LIVING WITH THE DEVASTATING LOSS OF HER GRANDSON TO SUICIDE
A GRANDMOTHER’S STORY
THE AFTERMATH
TRIGGER WARNING: This page contains references to themes of suicide which some individuals may find distressing. Thoughts of suicide are common and serious. If you or someone you know is thinking about suicide, call or text 9-8-8. Support is available 24 hours a day, 7 days a week.
“The meaning of SUICIDE is the act or an instance of taking one's own life voluntarily and intentionally.”
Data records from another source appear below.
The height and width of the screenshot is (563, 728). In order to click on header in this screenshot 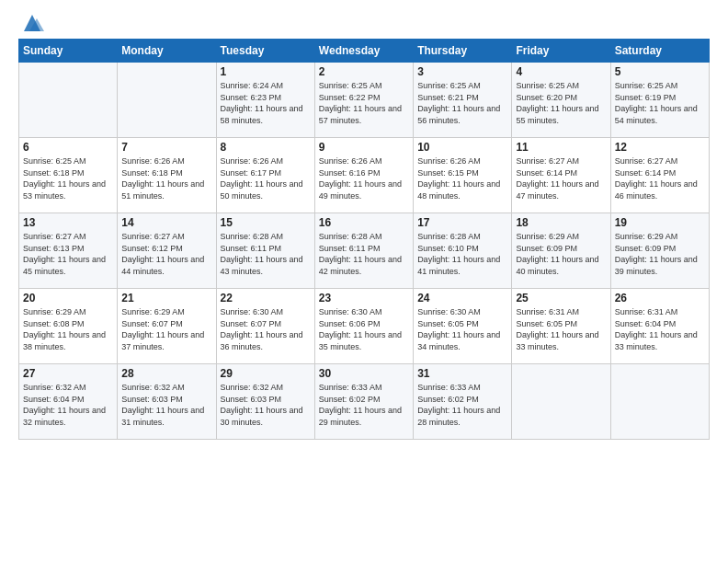, I will do `click(364, 22)`. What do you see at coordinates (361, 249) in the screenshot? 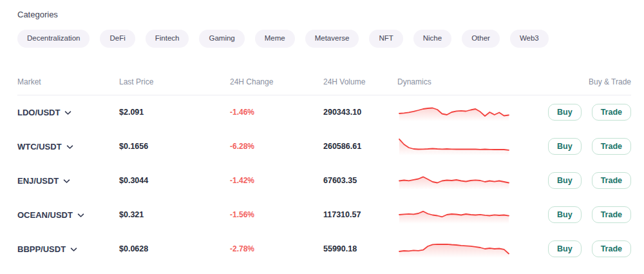
I see `volume-24h: 55990.18` at bounding box center [361, 249].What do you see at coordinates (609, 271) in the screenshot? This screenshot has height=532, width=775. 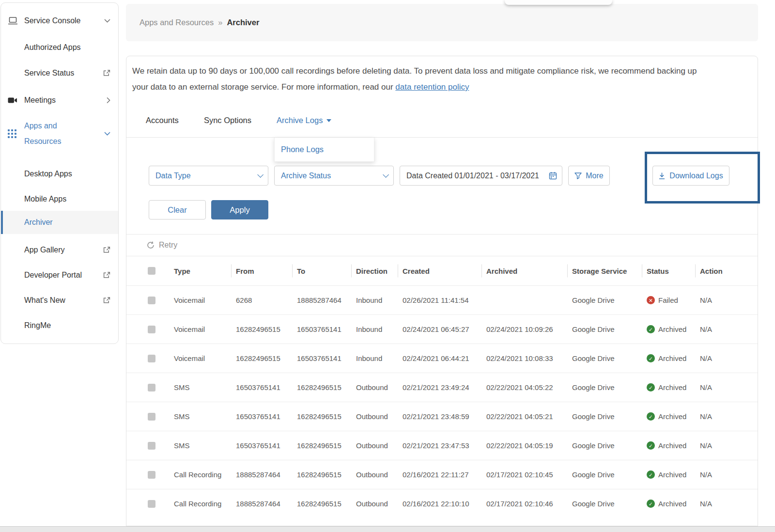 I see `column-header-storage-service: Storage Service` at bounding box center [609, 271].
Merriam – Webster Dictionary
A morbid topic you think as you read the words above. Why would someone want to write on this topic? This heartbroken grandmother wants those who are suffering from mental illness and those that are struggling with the terrible temptation to end their life to know that they would be leaving behind family who have loved and cared for them and who will forever suffer the pain of their loss. They are leaving behind so many people.
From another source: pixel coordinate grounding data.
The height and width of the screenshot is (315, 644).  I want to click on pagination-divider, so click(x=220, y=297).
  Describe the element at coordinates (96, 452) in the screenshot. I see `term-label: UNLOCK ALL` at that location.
Their families who loved them.
Friends who suffer the loss of a good friend.
Employers who cared.
Teachers who taught them.
All those whose path they crossed in life and left their impression on.
Our family lives with this pain. A long four years have passed since a beautiful sunny morning in July when our world was shattered. Our twenty-three-year-old grandson had taken his life.
Taken his life. Did himself in. Committed suicide. All the standard cliches to describe the horrible word Suicide. The word we hate to say. The word that conjures up terrible heartbreaking images to his family and friends as they think about his last hours alone.
Was he in pain as he died? Did he just go to sleep? Did he think about his family? His friends? Did he know how much we all loved him? What were his last thoughts? Who did he think of as he left this world?
Did he look at his life photo album left on his night stand before he decided to do what he did? The one I had lovingly made him for his high school graduation. The one with photos of his family, his friends, the things he treasured in life. It was beside his wallet and the framed certificate that he received when he became a Heavy Duty Mechanic.
The RCMP had brought the sad word to the family in the early hours of the morning. A split family, the mother and his brothers told first, then our son, his father. His younger brother called my husband, who broke the news to me. Our daughter and husband, his aunt and uncle and cousins, were next to know.
The pain, the unbelievable sorrow, and overwhelming grief put us to our knees. It can’t be true! It is a mistake. He was fine the last time we saw him! Who knew he was struggling? No visible signs to make one suspect.
Home one weekend, he had asked us if we could have an early Christmas with our side of the family. He had chosen to work and receive extra pay over Christmas and would not be home. As he lived and worked many hours away, we were happy to throw together a non-traditional meal and the day was filled with laughter, love, funny gift exchanges and many family photos. So many photos thank heavens. We look at his happy face on that day and we cannot imagine what went so wrong in his world after that day.
Did he plan this to be his last Christmas?
The irony of it all was I had taken a suicide training course several years ago and updated with a refresher course two years before he died. Do you feel my guilt? What did I miss, I asked myself. Day after day I beat myself up. Then I realized I was not looking for any signs.
He, along with his two brothers, had spent a lot of his growing years with us, and though times were often turbulent for him and his brothers, we, along with his parents, aunt and uncle and cousins, tried to provide them with love and happiness and care. We just plain loved him. We would have got him help.
A Coroner’s report is something no parents nor grandparents should ever have to read after a suicide.
The trips out to his grave leave his grandfather and I lost in our grief and it is still hard to believe that we will never see him again. We see the odd can of beer left on his headstone from one of his friends and know that his friends come to face the cold reality of seeing his name on that headstone.
We remember the times he rode in the tractor with his Pops, his grandfather. The day trips with his brothers and cousins, filled with adventure to corn mazes, train rides, air shows, and dinosaur museums. The hockey games in and out of town.
All the family have run the gauntlet of pain and unbelievable sorrow. In the first days, weeks, and months, it is all you think about and so many times it overwhelms you. In time you learn to live with the fact that you will never see him again. Why didn’t he tell someone he was in so much pain and despair that he wanted to leave it all behind?
My purpose for writing this is to beg those struggling, to please seek help. You need to know how much pain the loss from suicide causes family and friends. The death of a family member by any reason causes grief and sorrow but the loss from suicide leaves family members broken and without answers and burdened with guilt.
A few weeks after his funeral his Pops and I (Nana) spread soil from the farm over his grave and sprinkled grass seed on top.
For every seed of grass we sprinkled on his grave we wished him back. For every seed of grass we sprinkled on his grave, we prayed that someone changes their mind for what they are about to do.
We need to talk about this terrible death. We need to face people and talk to them about getting help. And we need to start in our families, our schools, in our jobs, on our farms and in our communities. We need to get the word out for those in despair to seek help. Please do not do this to your families. There is help for you. You are loved.